The Joel/Ellie interplay is given something of a funhouse-mirror reflection in the segment that takes up the bulk of the episode’s extended running time, in which we meet a grouchy loner who views the ruined world as a paradise, and a far more outgoing man who can’t help but feel sad about everything that’s been lost.
Meet Bill and Frank, the subjects of an incredible, and incredibly unlikely, post-apocalyptic love story.

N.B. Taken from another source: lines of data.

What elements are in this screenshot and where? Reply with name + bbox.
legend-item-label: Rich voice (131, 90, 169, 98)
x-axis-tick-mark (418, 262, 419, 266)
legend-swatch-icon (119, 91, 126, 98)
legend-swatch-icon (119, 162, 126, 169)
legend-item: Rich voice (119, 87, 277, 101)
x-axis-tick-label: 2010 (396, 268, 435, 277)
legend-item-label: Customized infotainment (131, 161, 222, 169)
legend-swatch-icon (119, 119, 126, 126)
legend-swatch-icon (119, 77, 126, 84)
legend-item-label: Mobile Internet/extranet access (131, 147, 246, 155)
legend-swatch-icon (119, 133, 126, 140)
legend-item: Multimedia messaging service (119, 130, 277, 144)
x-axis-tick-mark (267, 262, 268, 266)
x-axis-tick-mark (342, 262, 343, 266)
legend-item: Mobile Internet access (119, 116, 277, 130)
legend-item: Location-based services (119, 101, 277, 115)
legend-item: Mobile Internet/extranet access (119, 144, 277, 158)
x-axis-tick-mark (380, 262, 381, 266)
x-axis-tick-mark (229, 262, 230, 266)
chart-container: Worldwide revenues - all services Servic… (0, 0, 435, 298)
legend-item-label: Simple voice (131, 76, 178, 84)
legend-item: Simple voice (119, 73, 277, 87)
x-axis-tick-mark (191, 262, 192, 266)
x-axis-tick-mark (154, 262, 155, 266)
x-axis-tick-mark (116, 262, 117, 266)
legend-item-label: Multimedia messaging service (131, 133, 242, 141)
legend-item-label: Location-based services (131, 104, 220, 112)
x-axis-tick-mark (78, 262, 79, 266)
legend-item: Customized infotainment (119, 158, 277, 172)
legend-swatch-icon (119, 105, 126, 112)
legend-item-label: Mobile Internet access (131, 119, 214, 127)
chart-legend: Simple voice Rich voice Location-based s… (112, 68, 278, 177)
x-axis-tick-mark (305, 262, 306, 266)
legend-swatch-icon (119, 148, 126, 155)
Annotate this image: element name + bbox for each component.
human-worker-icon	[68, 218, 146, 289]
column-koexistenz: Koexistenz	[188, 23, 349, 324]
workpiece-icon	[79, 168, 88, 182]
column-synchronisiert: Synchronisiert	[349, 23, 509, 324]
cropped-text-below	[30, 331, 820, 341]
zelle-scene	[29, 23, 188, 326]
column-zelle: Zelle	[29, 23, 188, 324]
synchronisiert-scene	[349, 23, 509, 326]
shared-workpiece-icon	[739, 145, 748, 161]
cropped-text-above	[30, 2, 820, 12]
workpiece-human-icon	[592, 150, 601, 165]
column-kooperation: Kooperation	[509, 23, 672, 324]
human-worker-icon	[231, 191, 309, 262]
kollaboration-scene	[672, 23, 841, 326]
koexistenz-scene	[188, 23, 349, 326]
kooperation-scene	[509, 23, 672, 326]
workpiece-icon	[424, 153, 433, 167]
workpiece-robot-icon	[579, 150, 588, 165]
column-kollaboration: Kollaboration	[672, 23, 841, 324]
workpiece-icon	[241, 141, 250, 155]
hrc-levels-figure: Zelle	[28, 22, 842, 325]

The episode is many things, all of them great. But perhaps first among them is how — like the casting of Pascal himself as Joel — there is absolutely nothing wrong with typecasting if both the part and the typecast actors are good enough. If Bill and Frank were characters being created from whole cloth for the series, as opposed to being adapted from the game(*), it is not hard to imagine the stage directions in the script describing libertarian survivalist-loner Bill as “a Nick Offerman type,” and the gregarious and cultured Frank as “a Murray Bartlett type.” Instead, the show gets the actual Offerman and Bartlett. And just as The Mandalorian could get away with casting Timothy Olyphant as Jetpack Raylan Givens because nobody plays that archetype better, The Last of Us gets enormous value out of the shorthand that comes from, for instance, inviting Offerman to play a slightly less cartoonish and infinitely more damaged version of Ron Swanson.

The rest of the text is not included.